Many Californians searching "EDD SSDI" are trying to figure out how the state's Employment Development Department connects — or conflicts — with Social Security Disability Insurance. These are two entirely separate programs run by different agencies, but they can overlap in ways that affect your income, your taxes, and your federal benefit amount. Understanding the difference matters before you apply for either one.
California's EDD (Employment Development Department) administers several programs, including State Disability Insurance (SDI) — a short-term wage replacement benefit for California workers who can't work due to a non-work-related illness, injury, or pregnancy. EDD also handles Paid Family Leave (PFL) and Unemployment Insurance (UI).
SDI through EDD is not the same as SSDI. Key differences:
| Feature | EDD / California SDI | SSDI (Federal) |
|---|---|---|
| Administering agency | California EDD | Social Security Administration (SSA) |
| Duration | Up to 52 weeks | Long-term or permanent |
| Funding | California payroll tax (SDI deduction) | Federal payroll tax (FICA) |
| Definition of disability | Unable to do your regular work | Unable to do any substantial work |
| Benefit basis | Recent California wages | Lifetime Social Security earnings record |
| Waiting period | 7-day unpaid waiting period | 5-month unpaid waiting period |
EDD's SDI is designed for temporary disabilities. SSDI is designed for conditions expected to last at least 12 months or result in death.
This is where it gets important. You can apply for both simultaneously, but receiving EDD SDI benefits while your SSDI claim is pending creates a few complications worth understanding.
Offset rules: California SDI and SSDI can technically be received at the same time, but many people exhaust SDI before SSDI is approved — which often takes 3 to 6 months at the initial stage, and longer if you go through appeals. Some claimants use SDI as a bridge while waiting for the federal process to play out.
Reporting requirements: If you receive SDI from EDD while your SSDI claim is pending, SSA needs to know. Failing to report other disability income can create overpayment issues down the line — money SSA may demand back.
Back pay interaction: SSDI often awards back pay going back to your established onset date (or up to 12 months before your application, minus the 5-month waiting period). If you received SDI during the same period SSA is calculating back pay, there may be coordination issues depending on how the benefits overlap.
Most people land on this topic for one of three reasons:
Each of these situations leads to a different set of considerations — and different outcomes depending on your work history, the nature of your condition, your earnings record, and exactly how the timing lines up.
EDD processes state-level claims only. If you believe your disability will last more than a year, you need to file a separate SSDI application directly with SSA — online at ssa.gov, by phone, or in person at a local SSA office.
SSA will evaluate your claim based on:
None of this is handled by EDD. California's SDI approval does not guarantee SSDI approval — the standards are meaningfully different.
Whether you transition smoothly from EDD to SSDI — or hit complications — depends heavily on factors specific to you:
EDD benefits received during the SSDI waiting period generally don't disqualify you — but they can affect how overpayments are calculated if you end up with overlapping benefit periods covering the same window.
The programs are built on different rules, different definitions of disability, and different payment structures. Where they intersect in your specific timeline is the part that determines your actual outcome.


**Work instruction**
Among the entries, which lines carry the string "lawyer"? Copy every one.

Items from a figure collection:
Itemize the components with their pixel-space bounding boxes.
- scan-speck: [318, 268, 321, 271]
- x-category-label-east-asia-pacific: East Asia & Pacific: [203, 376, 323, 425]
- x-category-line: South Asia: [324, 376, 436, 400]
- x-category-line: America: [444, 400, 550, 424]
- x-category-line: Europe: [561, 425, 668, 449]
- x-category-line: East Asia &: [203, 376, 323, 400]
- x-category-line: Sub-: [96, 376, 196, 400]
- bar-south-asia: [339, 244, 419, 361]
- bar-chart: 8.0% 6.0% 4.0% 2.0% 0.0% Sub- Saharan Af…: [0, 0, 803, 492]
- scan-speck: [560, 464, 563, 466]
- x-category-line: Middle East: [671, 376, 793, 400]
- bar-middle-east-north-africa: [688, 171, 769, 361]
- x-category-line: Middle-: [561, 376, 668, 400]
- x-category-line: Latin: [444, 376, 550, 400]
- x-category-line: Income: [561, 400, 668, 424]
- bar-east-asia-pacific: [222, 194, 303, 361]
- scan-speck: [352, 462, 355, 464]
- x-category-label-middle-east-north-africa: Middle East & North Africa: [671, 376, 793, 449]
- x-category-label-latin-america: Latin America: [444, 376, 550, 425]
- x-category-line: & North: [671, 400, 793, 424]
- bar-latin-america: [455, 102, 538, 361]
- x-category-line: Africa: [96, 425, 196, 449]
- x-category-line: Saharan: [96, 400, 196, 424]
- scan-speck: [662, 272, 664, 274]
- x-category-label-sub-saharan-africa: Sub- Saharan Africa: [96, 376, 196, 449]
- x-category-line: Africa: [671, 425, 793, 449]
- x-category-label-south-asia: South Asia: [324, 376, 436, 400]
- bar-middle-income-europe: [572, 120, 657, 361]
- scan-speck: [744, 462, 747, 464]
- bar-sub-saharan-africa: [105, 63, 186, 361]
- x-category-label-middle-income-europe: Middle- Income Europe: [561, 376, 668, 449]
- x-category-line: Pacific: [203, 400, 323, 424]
* * *
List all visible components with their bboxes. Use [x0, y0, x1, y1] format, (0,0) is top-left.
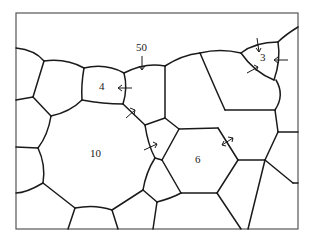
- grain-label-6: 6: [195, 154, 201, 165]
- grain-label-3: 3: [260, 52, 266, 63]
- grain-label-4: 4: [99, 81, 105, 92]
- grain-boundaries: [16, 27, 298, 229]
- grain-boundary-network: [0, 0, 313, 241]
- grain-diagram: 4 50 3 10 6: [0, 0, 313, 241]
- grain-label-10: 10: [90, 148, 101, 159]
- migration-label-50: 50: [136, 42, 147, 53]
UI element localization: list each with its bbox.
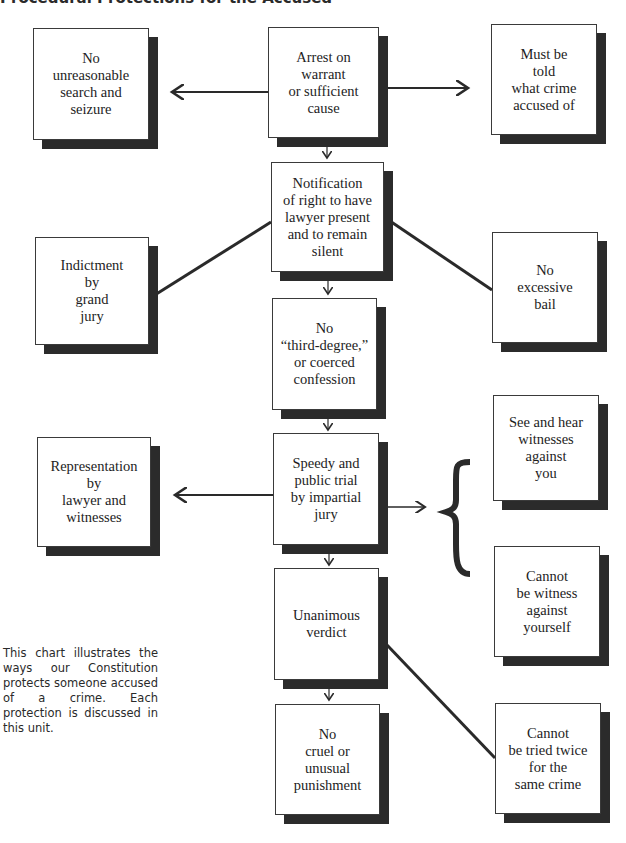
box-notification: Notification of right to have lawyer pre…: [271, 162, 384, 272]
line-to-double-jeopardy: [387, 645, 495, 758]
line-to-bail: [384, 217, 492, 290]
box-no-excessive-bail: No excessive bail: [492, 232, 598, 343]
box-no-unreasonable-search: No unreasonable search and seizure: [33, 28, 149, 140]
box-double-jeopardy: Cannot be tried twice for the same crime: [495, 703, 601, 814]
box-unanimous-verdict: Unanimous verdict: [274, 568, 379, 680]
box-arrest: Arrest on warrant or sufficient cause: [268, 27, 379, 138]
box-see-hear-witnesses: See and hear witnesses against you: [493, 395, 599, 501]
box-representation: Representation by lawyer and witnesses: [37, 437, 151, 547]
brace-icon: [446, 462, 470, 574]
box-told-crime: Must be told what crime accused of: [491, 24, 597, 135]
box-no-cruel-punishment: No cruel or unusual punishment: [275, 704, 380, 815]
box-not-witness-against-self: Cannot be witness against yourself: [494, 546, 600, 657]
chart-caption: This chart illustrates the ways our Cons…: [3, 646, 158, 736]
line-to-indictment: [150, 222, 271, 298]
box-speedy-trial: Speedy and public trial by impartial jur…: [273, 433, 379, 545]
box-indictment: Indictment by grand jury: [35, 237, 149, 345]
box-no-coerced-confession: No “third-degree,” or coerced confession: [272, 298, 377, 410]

**Answer**
box-notification: Notification of right to have lawyer pre…: [271, 162, 384, 272]
box-representation: Representation by lawyer and witnesses: [37, 437, 151, 547]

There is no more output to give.